Stuart L. Pardau (stuart.pardau@csun.edu) is a tenured professor at the David Nazarian College of Business and Economics at California State University, Northridge, USA. He also practices law and consults with clients in the areas of privacy and data security, intellectual property licensing, and compliance issues.
Experience informs us that it is not uncommon for different areas of law to conflict and sometimes produce unintended results. The intersection of privacy law and corporate compliance produces some disturbing examples in this regard.
As Exhibit A, take the Federal Trade Commission’s 1999 ruling that the Fair Credit Reporting Act (FCRA) required employers to obtain an alleged sexual harasser’s consent before having the employer’s outside law firm investigate the allegations, or Article 10 of the General Data Protection Regulation (GDPR), which limits the “[p]rocessing of personal data relating to criminal convictions” without carving out exceptions for internal investigations, anticorruption due diligence, export control vetting, or background checks on potential employees.[1]
Similarly, the GDPR’s right to be forgotten, right to object to processing, and right to restrict processing can hamstring internal investigations and due diligence related to hiring. In these and other cases, well-meaning privacy advocates and well-intentioned drafters of statutes fail to unambiguously allow processing of personal data for legitimate compliance and ethics purposes.
The CCPA’s problematic definitions
The California Consumer Privacy Act[2] (CCPA) is yet another example of a law that fails to properly countenance compliance issues. Effective January 1, 2020, CCPA provided California “consumers” (defined as residents of California) with a bundle of new privacy rights, including the right to opt out of the sale of personal information, the right to request deletion of personal information, the right to access personal information, and the right to know what personal information a business has collected and how it is sharing and using that personal information.
Because the definition of consumers does not exclude employees, CCPA applies to all employees who are residents of California, and all references to consumers under the law can be read as references to California employees as well. While CCPA has partially delayed applicability to human resources/personnel information until January 1, 2021 (there is only a limited notice requirement in 2020), all of the above rights will apply to employees after that date. After January 1, 2021, will a California employee have the right to request that his or her employer delete personal information related to potential wrongdoing? If an internal investigation is ongoing, does the employee have a right to know any information the business is collecting from other sources in connection with that investigation?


Task requirements:
Return the lines that run from the line containing "At what (x,y)" through the end of the entries, both ends included. Leave out all pictures.

Given entries:
□ □ □

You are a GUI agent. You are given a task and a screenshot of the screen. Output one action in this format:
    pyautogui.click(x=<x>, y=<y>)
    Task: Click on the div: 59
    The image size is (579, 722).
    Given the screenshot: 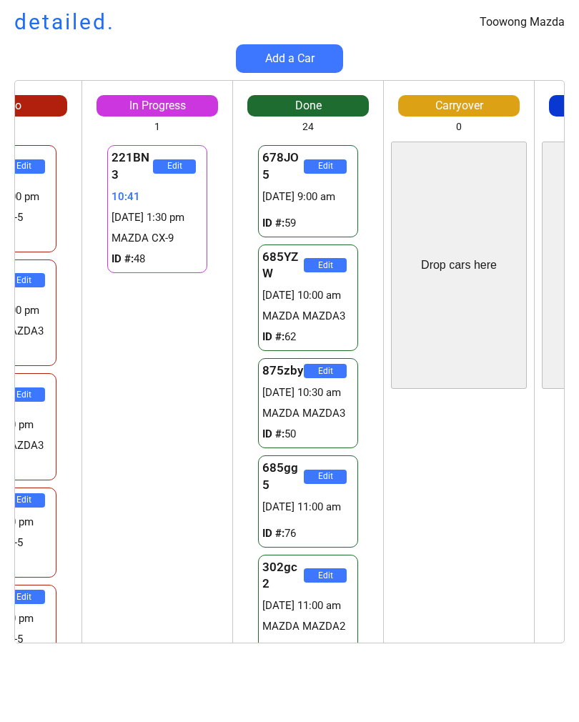 What is the action you would take?
    pyautogui.click(x=308, y=223)
    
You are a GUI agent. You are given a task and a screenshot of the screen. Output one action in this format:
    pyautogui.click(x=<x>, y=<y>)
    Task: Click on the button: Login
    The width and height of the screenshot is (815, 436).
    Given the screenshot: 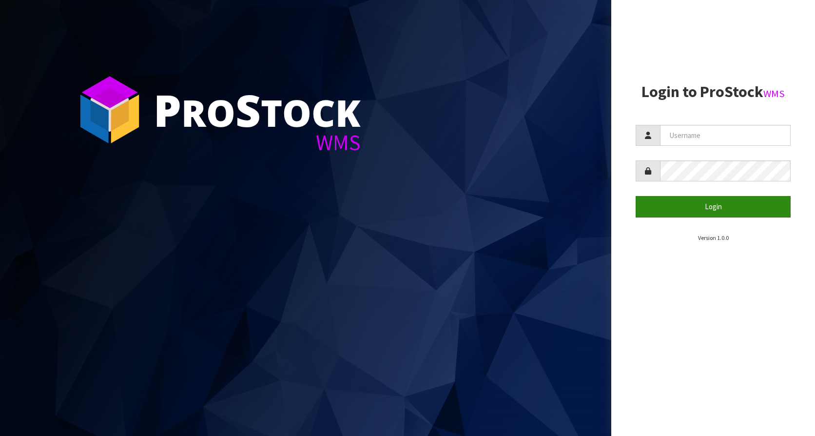 What is the action you would take?
    pyautogui.click(x=713, y=206)
    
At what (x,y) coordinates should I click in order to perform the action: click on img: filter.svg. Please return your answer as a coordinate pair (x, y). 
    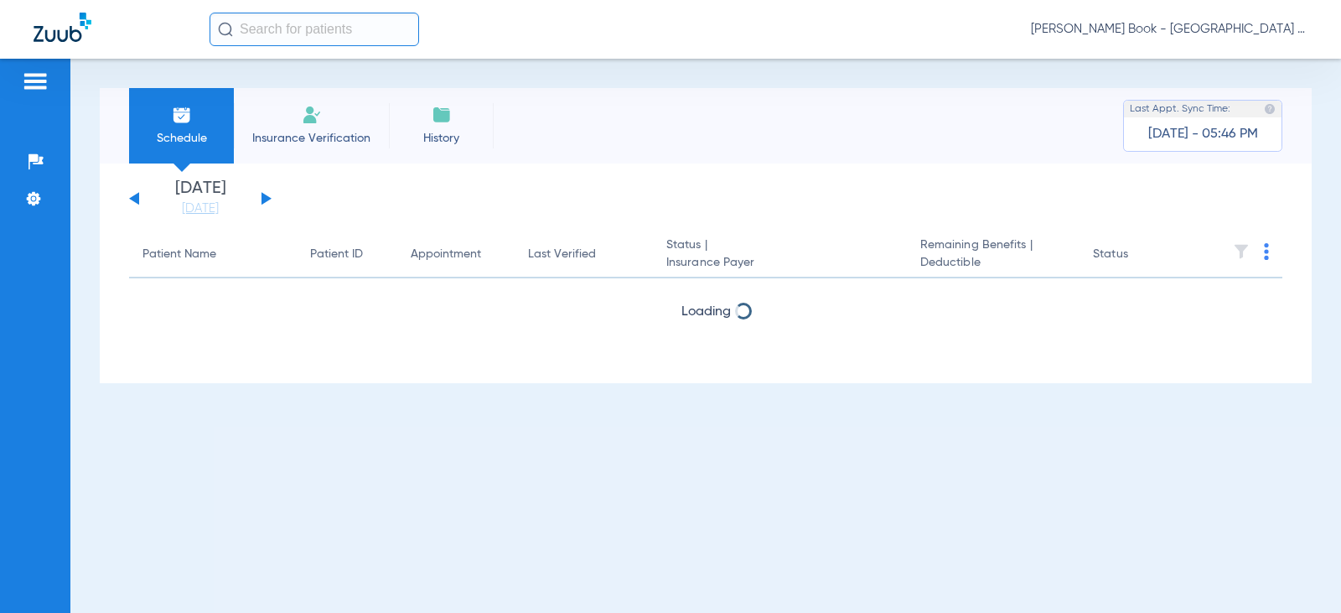
    Looking at the image, I should click on (1241, 251).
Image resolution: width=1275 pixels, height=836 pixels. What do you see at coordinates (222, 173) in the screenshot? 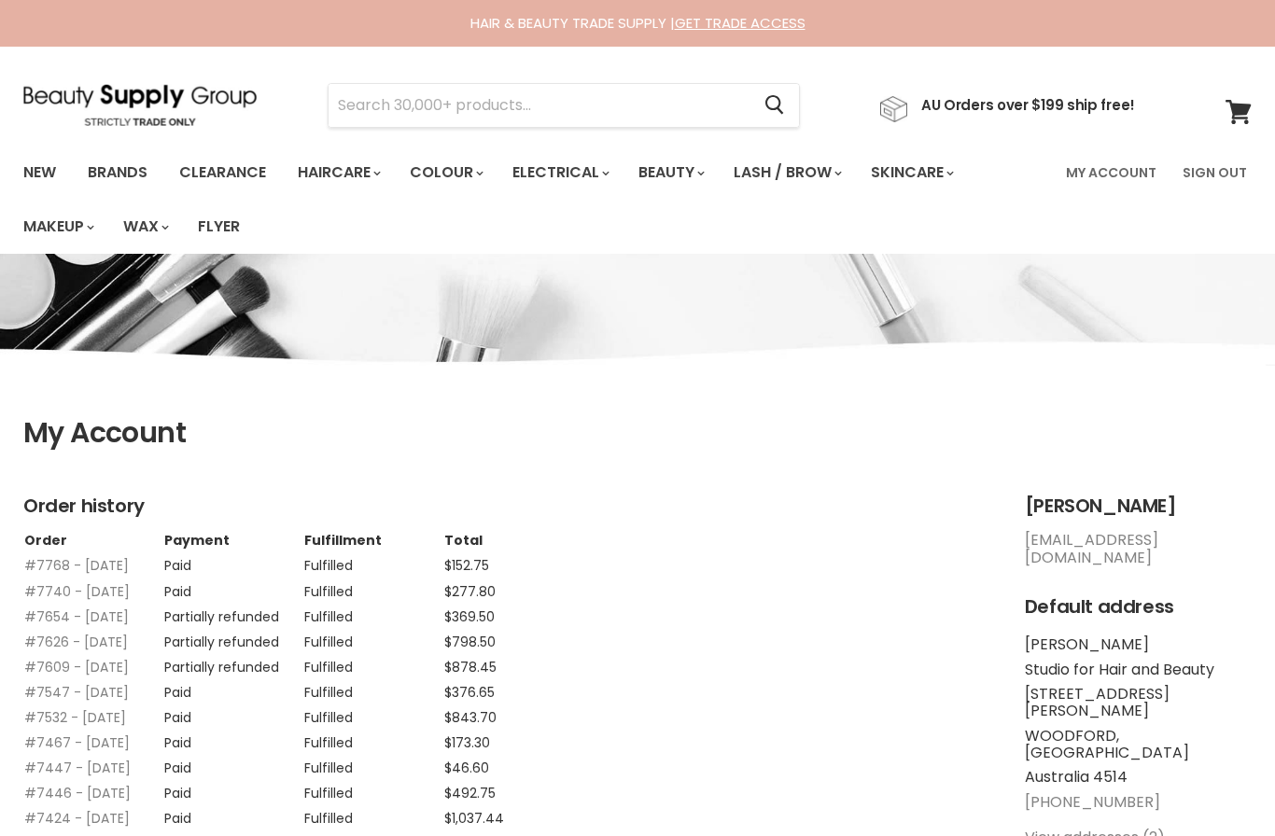
I see `a: Clearance` at bounding box center [222, 173].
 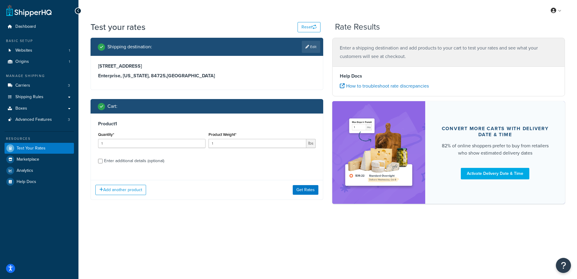 What do you see at coordinates (311, 143) in the screenshot?
I see `span: lbs` at bounding box center [311, 143].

□ □ □

Task output:
At what (x,y) coordinates should I click in order to perform the action: click on img: filter.svg. Please return your answer as a coordinate pair (x, y). 
    Looking at the image, I should click on (1241, 251).
Image resolution: width=1275 pixels, height=836 pixels. What do you see at coordinates (222, 173) in the screenshot? 
I see `a: Clearance` at bounding box center [222, 173].
  What do you see at coordinates (311, 143) in the screenshot?
I see `span: lbs` at bounding box center [311, 143].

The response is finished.